The inmate-worker program was begun almost a half-century before Strickland took office in 2007 and allows low-risk inmates nearing release to perform tasks such as tending gardens, handling minor maintenance and staffing state dinners.

A probe by Inspector General Tom Charles after the aborted raid found the inmates working at the home had ready access to hand tools such as knives, axes and chain saws and relatively free rein at the governor’s 3-acre property in Bexley, a Columbus suburb with million-dollar homes.

That mobility contributed to the problem with tobacco contraband, the report found.

Loose leaf tobacco has fetched up to $300 a can and cigarette butts up to $25 behind bars since Ohio prisons banned smoking last year. Inmates would pick up drops near a perimeter wall, stash them in a bathroom ceiling and take them via body cavity back into prison.

A huge stash of tobacco was found on the site after the sting was made public. But prisoner misbehavior is in some ways only a minor element.

The inspector general’s report said high-ranking public safety officials called off the sting to avoid embarrassing Strickland as the governor and his wife hosted a dinner that Sunday night with Glenn, a former U.S. senator and the first American to orbit the Earth; his wife, Annie; Strickland Chief of Staff John Haseley; and Haseley’s 8-year-old daughter.

Safety authorities learned about the contraband operation from an intercepted letter that told them the woman planned to drop a delivery the night of the dinner, the report said. The package was to be picked up later by an inmate and delivered to Pickaway Correctional Institution south of Columbus, the report said.

The public safety officials gave the directive to find the woman and warn her off, the report found. She was never arrested.

“I am saddened that I will not continue to work with this agency and continue the path I started,” Collins-Taylor said in a statement after her confirmation was dramatically rejected. “But most of all, I am saddened that recent events have overshadowed the work being done at the Department each and every day.”

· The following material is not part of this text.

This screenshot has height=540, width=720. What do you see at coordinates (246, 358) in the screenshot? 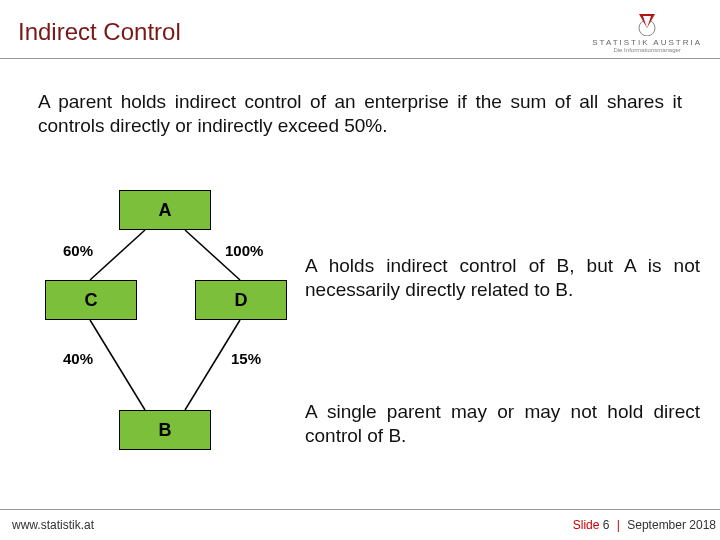
I see `edge-db-label: 15%` at bounding box center [246, 358].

Strickland has said he believed officials acted in good faith but that anything meant to spare him embarrassment was unnecessary. His detractors paint it as further evidence for their arguments that he has overly centralized and politicized Ohio government.

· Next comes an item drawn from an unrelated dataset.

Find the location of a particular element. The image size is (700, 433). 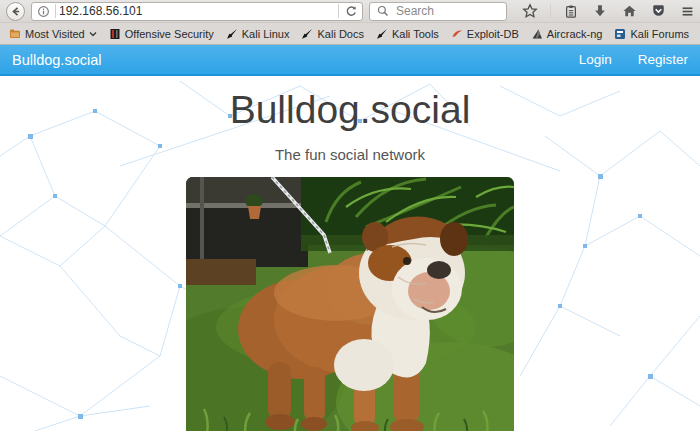

bookmark-label: Offensive Security is located at coordinates (170, 34).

Collins-Taylor, her agency and some newspapers in the state criticized Charles’ effort as biased, questioning his possible motives for wanting to discredit her. Charles, retired from the highway patrol, had advanced a different candidate than Collins-Taylor chose to lead the highway patrol, one who most likely would have promoted his wife, an officer on the force. Democrats in the Ohio House pushed a bill requiring the inspector general to recuse himself from investigations where his or his family member’s employers are involved.

Strickland stood behind Collins-Taylor amid the sting controversy, spending precious political capital headed into the November election and taking a risk by sending her up for confirmation. The governor’s nominees for the post generally begin work upon appointment, and they are rarely rejected.

With a stint as a prison psychologist among his credentials, Strickland has stood behind Ohio’s work program for inmates at the residence. He expanded the number of low-risk prisoners participating and in 2008 thwarted an effort by corrections officials to beef up the program’s security.

It is not the first time a governor has grappled with controversy involving such programs.

Then-South Dakota Gov. Bill Janklow’s skirting of rules was blamed for allowing two female inmates to hold a clandestine party at his state residence in 2000. Janklow won his bid for Congress that year.

In South Carolina, then-Gov. Jim Hodges fired his prisons director in 2001 after guards allowed inmates working at his official residence to have sex in the basement. Hodges lost his re-election bid the following year to Mark Sanford — who shared Kasich’s credential as a former congressman.